Segregation of Duties
Different employees should handle authorizing a transaction, registering a transaction, and keeping custody of the linked assets. If different employees perform cash-handling duties, it helps ensure that no one person has complete control over the process.
Accountability
Ensure all monetary transactions have been approved, accounted for, and adequately documented. Ensuring staff responsibility also helps to limit the risk of lost or stolen cash receipts and erroneous transaction documentation.
Reconciliations
You must reconcile every bank account regularly to verify that all transactions are recorded correctly and thoroughly. In addition to bank reconciliations, the business should reconcile its programming systems to its accounting systems and conduct periodic cash-on-hand counts.
Monitoring
An internal control review is essential to ensure control activities are functioning correctly. Management should conduct frequent reviews and monitoring, as well as examine any unexpected activities. This procedure will assist in determining whether a control is malfunctioning or needs to be updated.

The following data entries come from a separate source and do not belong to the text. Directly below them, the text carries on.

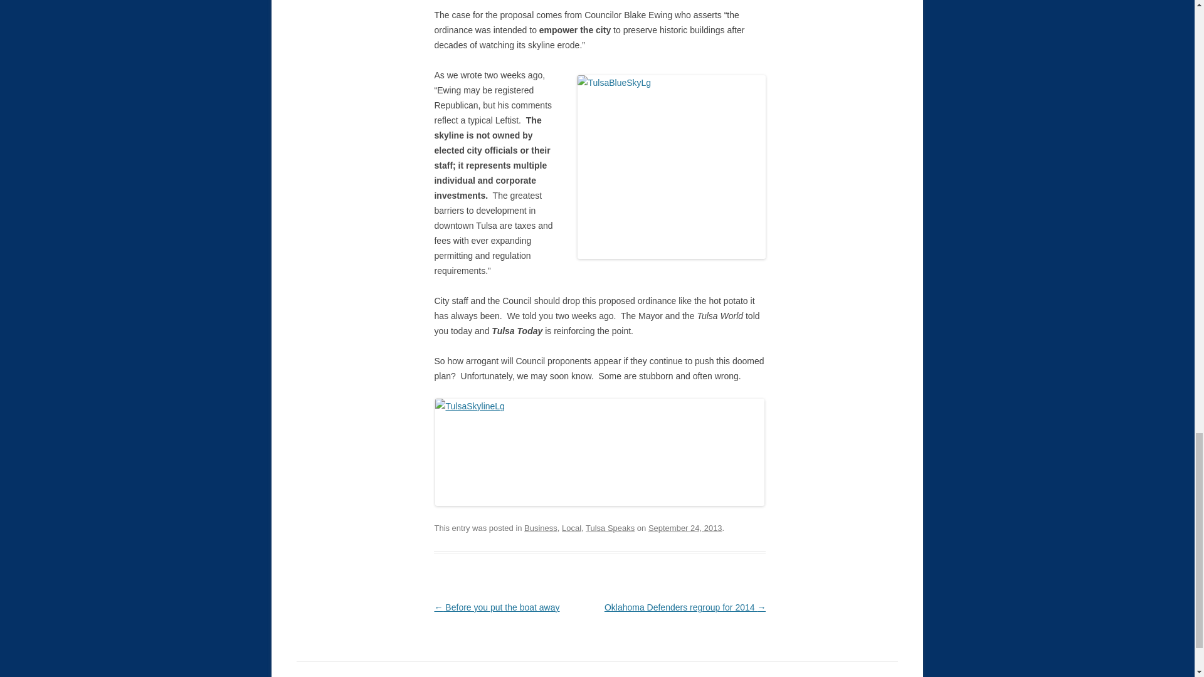 The height and width of the screenshot is (677, 1204). I want to click on Business, so click(540, 528).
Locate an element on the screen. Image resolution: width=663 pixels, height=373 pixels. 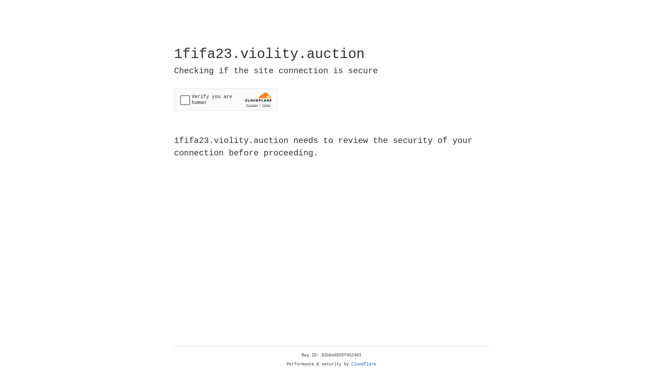
Widget containing a Cloudflare security challenge is located at coordinates (226, 99).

What are the Best Cash Controls for Disbursements?
Disbursements, or payments, should also have a standardized management procedure. Segregation of duties helps internal cash controls for disbursements between the employees handling cash receipts and those making payments or disbursements. Organizations should follow policies around spending and approval limits and authorized approvers.
Another way to safeguard company disbursements is by requiring multiple approvals from the CEO and board of directors for significant transactions. Aim to use sequential payment numbers to help prevent missing transactions and run a bank reconciliation regularly.

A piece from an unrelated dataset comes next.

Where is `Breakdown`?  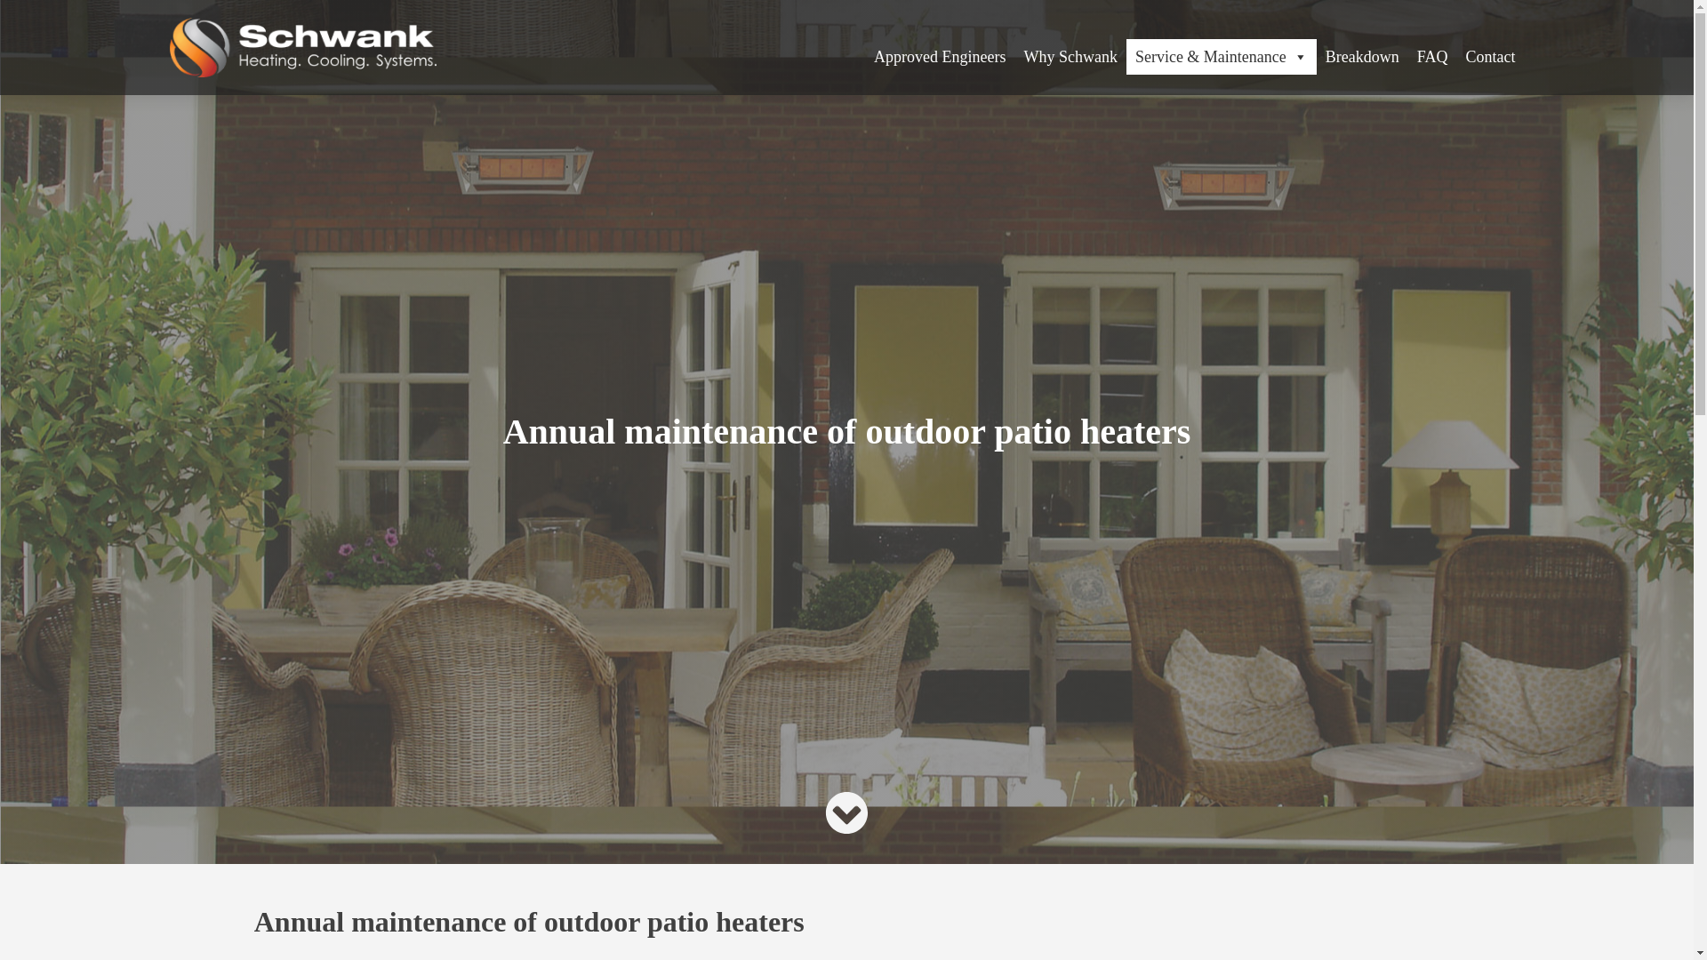
Breakdown is located at coordinates (1362, 57).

Other internal controls for managing cash disbursements include the following:
- Keep a secure petty cash drawer and cash register in an official point-of-sale system
- Maintain an updated list of all vendors and validate vendors online to help reduce scams
- Secure all financial IT software with passwords and two-step validation
- Establish ongoing cybersecurity monitoring for phishing, phone, and mail fraud
- Schedule an annual financial audit by a CPA firm to help establish any gaps in your accounting system
Best Practices for Cash Flow Management
Safeguarding your organization’s cash flow could make or break your yearly financial gains. Establish procedures that help your company better handle cash flow to help identify increased earning potential and reduce unnecessary or excessive spending.
Your cash management control should help you plan the timing of cash coming in and flowing out through detailed accounting records. Planning this in detail lets your organization identify when financing is needed to sustain your business and grow your operations.

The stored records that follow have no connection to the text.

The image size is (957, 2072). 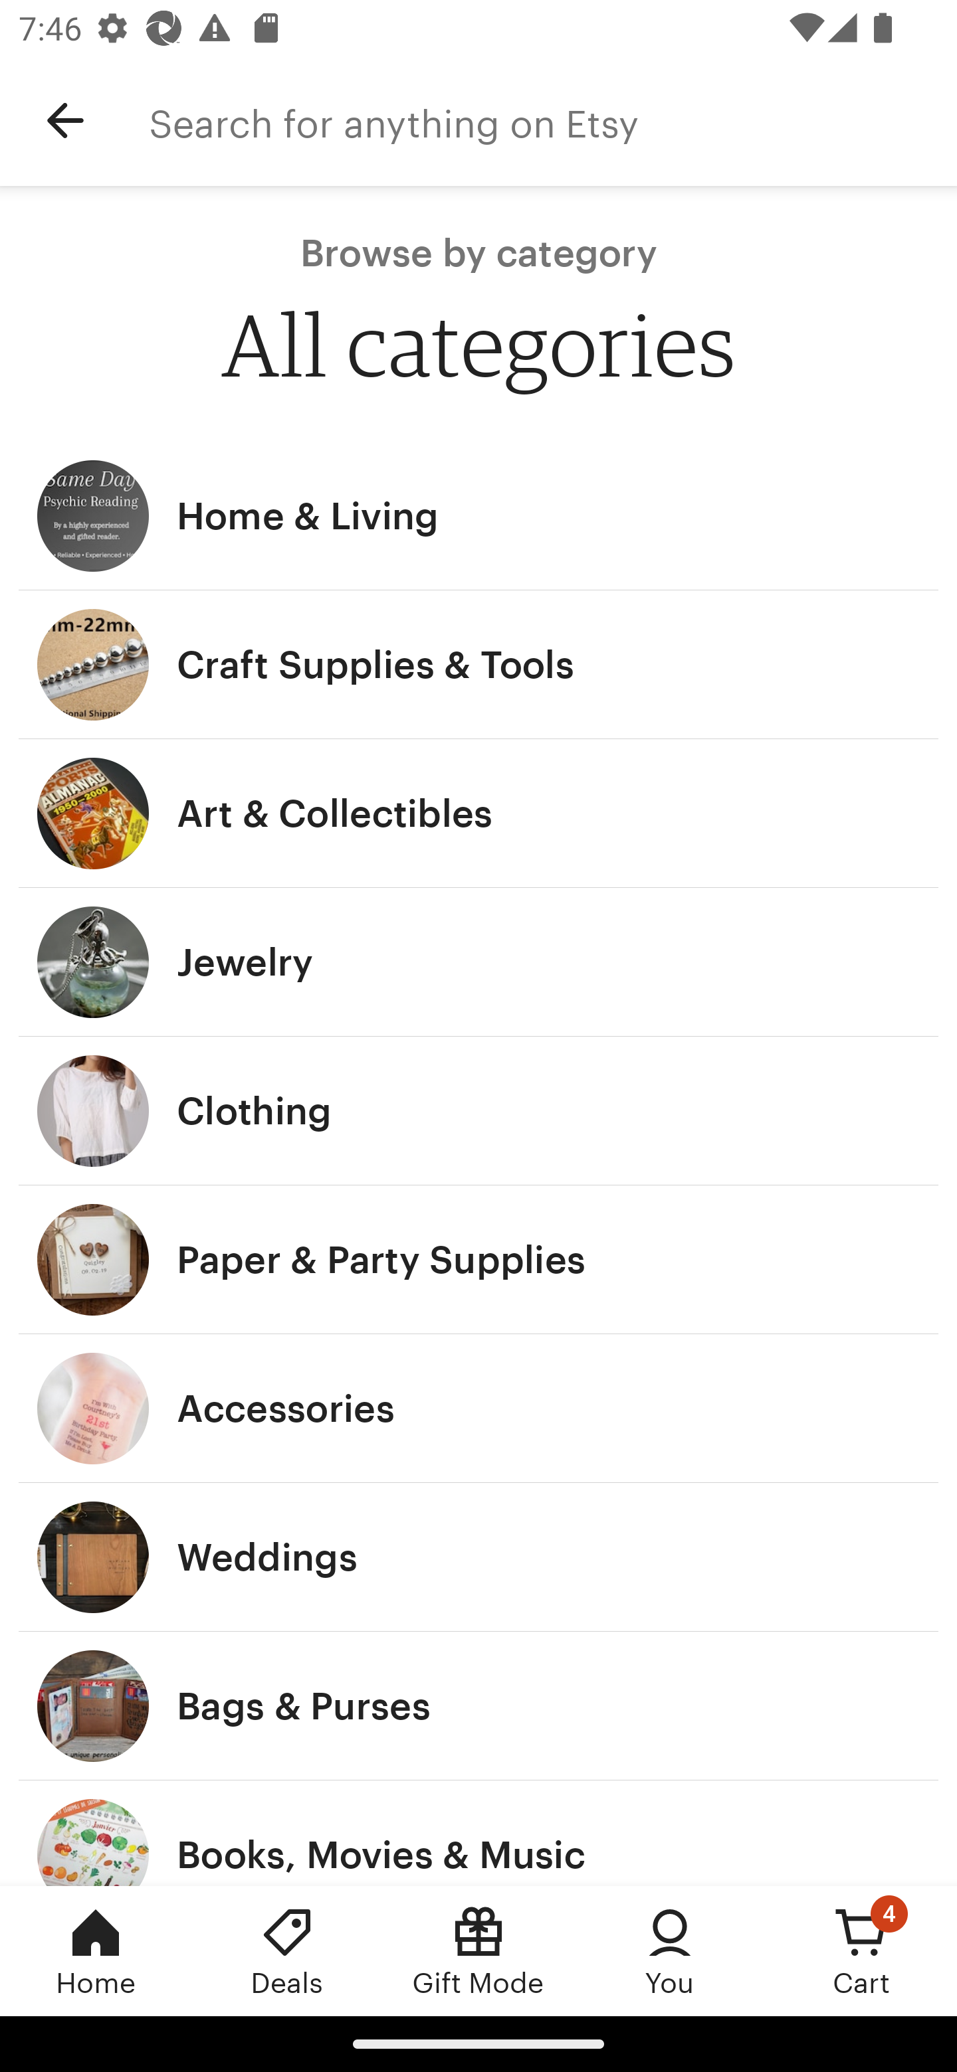 What do you see at coordinates (478, 962) in the screenshot?
I see `Jewelry` at bounding box center [478, 962].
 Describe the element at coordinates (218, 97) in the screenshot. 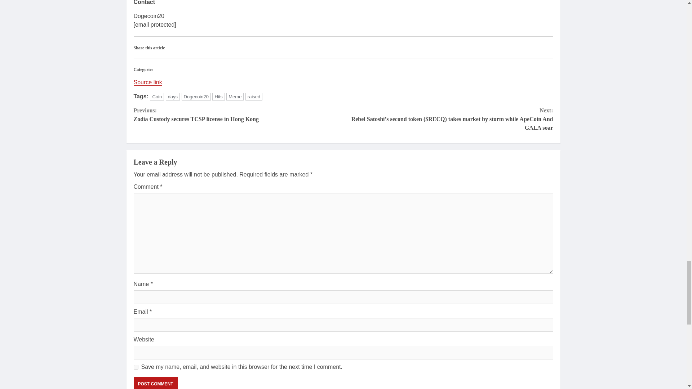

Your cash management plan should include all extensive project approvals and budget allocations based on your company’s current value on an operational level. By creating a cash management plan, you’ll identify various spending areas, such as operating costs and investments.
Enhance Risk Management with Automation from RiskOptics ROAR
RiskOptics ROAR delivers real-time threat intelligence. Rather than utilizing worksheets to handle your compliance obligations, use Compliance innovations to automate evidence and audit management across all your compliance frameworks. It also functions as a risk and process management program that is simple to use.
It is a single source of truth that guarantees your company is always audit-ready. With the built-in document repository, you can ensure your policies and procedures are easily accessible and revision-controlled.
It also includes workflow management tools for simplified monitoring, automatic reminders, and audit trails, giving your business Insightful data and dashboards highlighting gaps and high-risk areas.
RiskOptics ROAR allows you to deliver due diligence polls, save submitted questionnaires, check status, and give a risk score based on replies. Organizations can also conduct risk assessments, develop business continuity plans, map controls across frameworks, and identify further risk-mitigation measures.